Grief by Mike Leigh review, Cambridge Arts Theatre

THIS play, listed in the Cambridge Arts Theatre brochure for months as “A New Play by Mike Leigh” could have been called Still Life (if the title had not already been taken), because at times it is more like a painting than a play – we see so much emotional detail.

It could have been called Repression. But in the end, Grief is a perfect title. At the close, for a moment, the audience was too stunned to applaud.

Lesley Manville is magnificent as Dorothy, the war widow locked forever in her loss. The point about grief is that you can’t move on from it and the 1950s must have been the worst time to have it – the dolour of that decade lasted at least until 1970.

It was a time of pretence – pretending to be respectable, pretending to be happy, pretending not to be riven in two.

Dorothy and her detached brother Edwin (played excellently by Sam Kelly) convey a whole world of grief when they whisper “chin chin” as they sip their evening sherry and then beautifully but mournfully sing songs that were supposed to lift spirits during the war.

Dorothy has been left to bring up a daughter who becomes a recalcitrant teenager when they really were misunderstood, before they became fashionable. ..and before parents grouped together to form a Resistance. Her daughter is all she has and the sole focus of her attention – and that for her daughter is terrible.

Ruby Bentall is perfect as the girl unable to become a young woman – suppressed by her mother’s stultifying grief, herself unable to understand her anger.
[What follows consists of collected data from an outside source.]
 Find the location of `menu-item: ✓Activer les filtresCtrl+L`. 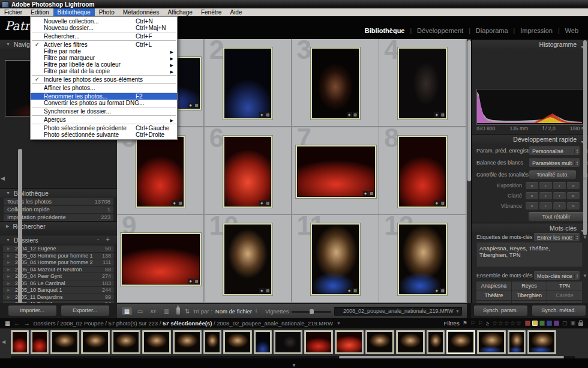

menu-item: ✓Activer les filtresCtrl+L is located at coordinates (104, 44).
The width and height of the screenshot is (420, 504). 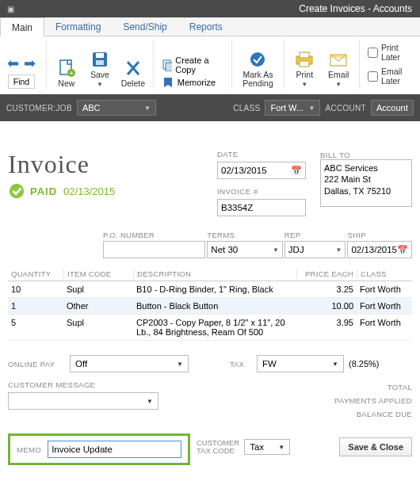 I want to click on invoice-no-field: B3354Z, so click(x=262, y=208).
They are magnetic in the tension they create between them.

A perfect balance and welcome humour is provided by the immaculate Marion Bailey and Wendy Nottingham as Dorothy’s friends, Gertrude and Muriel. We learn they were all GPO girls. Dorothy wasn’t always so downcast. She was a lark when she was “headset number 44”. And David Horovitch is good fun as the jolly doctor friend Hugh: “All’s well that ends!” Sadly, the grief never does.

Great care has been taken to evoke the period and not just in the excellent set. The cast has the accent of the period off to a tee. This is a brave play. It is stupendously done by a flawless company of actors and very true. So much grief at a period when all that was prescribed to so many was a stiff upper lip would have to have its payback. It is a look back in sorrow.